On October 12th, Oregon's worst windstorm, Hurricane Frieda (nicknamed "The Columbus Day Storm"), hit Coos County and western Oregon with winds clocked at over 180 mph.
1970
A "Single A" professional baseball farm team of Oakland began play at Clyde Allen Field in North Bend. The "Athletics" played through the 1972 season before disbanding. Previously, in the late 1950's and early 1960's, a semi-pro team, the "Lumberjacks", had played at that stadium.
1972
Congress established The Oregon Dunes National Recreation Area. The Oregon Dunes spread over 38 miles in length along the coast from the mouth of the Coos River to the mouth of the Siuslaw River. Some dunes reach heights of over 300 feet. Thousands of visitors explore this unique landscape every year. (see Guide, pp 162-163)
1974
The South Slough National Estuarine Sanctuary was established. This was the first ever federally reserved slough. (see Guide, p 128)
The city of Lakeside was incorporated.
The Bay Area Hospital opened its doors on May 19th.
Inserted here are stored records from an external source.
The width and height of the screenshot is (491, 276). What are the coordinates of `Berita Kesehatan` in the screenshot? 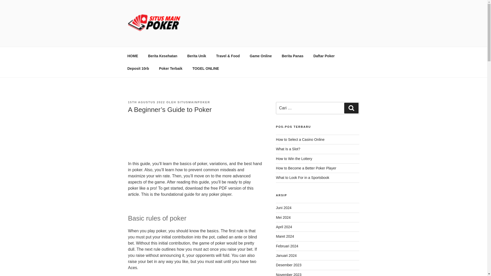 It's located at (162, 56).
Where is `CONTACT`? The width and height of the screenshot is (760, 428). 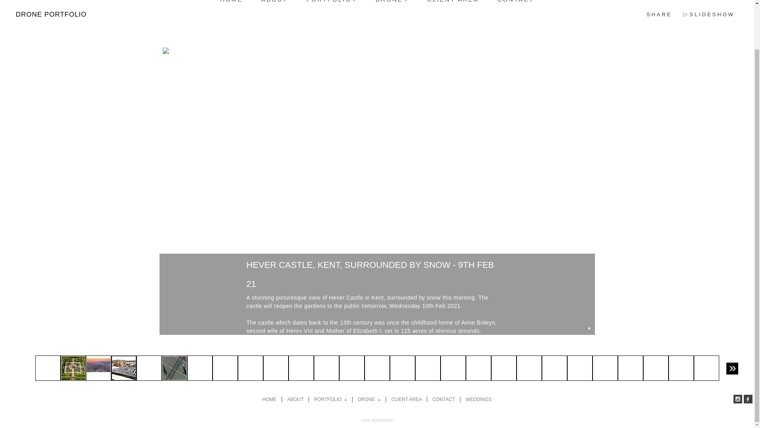
CONTACT is located at coordinates (516, 2).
In September, the Bay Area Fun Festival was inaugurated in celebration of Coos Bay's centennial.
1977
The Coos-Curry Historical Society changed its name when Curry County formed its own historical society and museum in Gold Beach.
1980
A 10K run in Coos Bay was started in memory of one of America's greatest distance runners: Steve Prefontaine (see photo right). "Pre" attended Marshfield High School from 1965-1969 before running for the University of Oregon.
1984
Members of the Coos, Siuslaw, and Lower Umpqua Indians regained federally restored status as the Confederated Tribes.
1989
Weyerhaeuser Company closed its large North Bend mill.
Members of the Coquille Indian tribe regained federally restored status.
1990
The Georgia-Pacific mill (formerly the C.A. Smith / Coos Bay Lumber Company) at Isthmus Slough on Coos Bay closed.
1995
The Coquille Indian Tribe started the first legalized gaming establishment in the county, The Mill Casino, along the waterfront in North Bend.
1998
The Coquille Forest was established. This 5,400 acre forest, managed by the Coquille Indian Tribe, is located near Bridge in the south part of the county.
1999
On February 4th, the freighter New Carissa grounded off the north spit of Coos Bay. (see Guide, p 127)
The Bandon Dunes golf course opened just north of Bullards and was soon recognized as one of America's premier public courses. A second course, Pacific Dunes, opened there in 2001 and a third course was added in 2005.
2002
The Coos County Airport District was formed by vote of citizens in the fall. The name of the airport in North Bend, which the district controls, was changed to "Southwest Oregon Regional Airport" in the spring of 2006.
2005
The Coquille Tribe purchased the vacant Weyerhaeuser Company property in North Bend and began development of a large RV campground.